One of the main distractors we have is our phone. and contrary to common belief — you don’t need to check it every few seconds.

Try doing this instead:

  • TURN OFF ALL NOTIFICATIONS. Yes — that is what I meant, nothing is that urgent! Keep a few for phone calls incoming from key people (like your kids and wife) but all the rest can and will wait for a time that it is convenient for you to get back to them. Align with the people that might have something urgent to call if they need something really urgent — all the rest can wait! As I usually tell the team leads that I manage:

“We are making software, not life support machines — things can wait for an hour”.

  • Have a watch nearby — either a wristwatch, a PC watch, or a wall clock. I saw that usually what happened to me is that I wanted to see the time, clicked the phone to look at the clock, and then saw the massive amounts of notifications and had to waste a few minutes handling them.
  • In case you are still constantly checking your phone — think about keeping it in a different room or far away. Studies show that by adding that small step of an inconvenience it will make you reduce the times you got up to check it.
  • Social Media — Use technology to protect you from technology. Install a site blocker so you can’t open news sites and social media when at work. Same for your Phone — block access to social media sites with an app.

Handling emails

Many of the emails we get are utter waste — a complete waste of time that we do not need to read or reply to.

Check this post on how to better handle emails.

And most importantly understand — emails are not a form of immediate communication system — you do not need to reply to that email as soon as it arrives — it can wait!

Calculate your planning buffers with interrupts

According to a posted research in the Organization Science If people are working on Task A and have time pressure on it, when they got interrupted and moved to task B — people did not process information carefully on task B, did not notice errors, and when asked to make a decision based on recalled information, they were less likely to identify the optimal solution. In contrast — when they had enough time to complete Task A and the deadline was far away — they did not experience any of these issues.

The “10 Minutes Rule” (Nir Eyal)

One of the best tricks I saw to handle internal interrupts is the one coined by Nir Eyal in his book “Indistractable”.

If you come to a point where you get the urge to stop the work that you are doing and move to something else, not in your priorities (phone message, a news feed, Facebook …) — tell yourself that it’s ok to do it, but in 10 minutes. After 10 minutes if you still feel the urge — go do it. In time, this will cause you to extend those 10 minutes more and more until you are able to postpone it in your break.

Take a Walk

When you feel too interrupted and need to get back to the original task you were working on — but lack the motivation and willpower to do it, take a 5-minute walk.

It will clear your head and help you get back to your desk feeling focused and ready to re-start your task.

How to handle interruptions when working from home?

In a nutshell, they are not so different from normal office interruptions.

Some things are easier and some are harder.

It’s easier to block emails, phone calls, notifications and get some appreciated quiet time to work and focus when you are working from home since there is no danger that some colleague will just pop up in your home office.

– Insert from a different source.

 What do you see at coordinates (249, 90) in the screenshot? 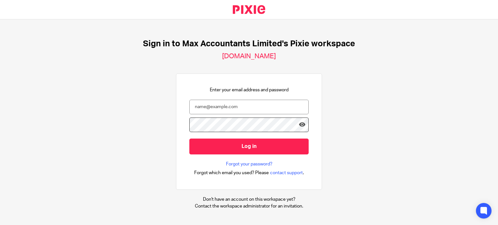
I see `p: Enter your email address and password` at bounding box center [249, 90].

On the other hand, the other “people” that live with you might.

Besides finding a quiet place (no, the living room or the kitchen is not a quiet place ! — find yourself something you will be proud to call an office), use the same techniques above with the same visual queues — they work even better…

In Summary

Interrupts are a part of our life, they will happen — live with it.

But the tools above will help you live much better with them — and hopefully save you hours wasted on handling interrupts in a wrong way — as we all do today…

maximize your time how to be more productive high efficiency

#Being Productive

I highly recommend that if you found the notes in this section interesting and relevant and you think that digging deeper in them will help you become more productive at work or when working from home, read this book:

Get it on Amazon

Now go get Productivated :-)

My recommended Tools and Free gifts.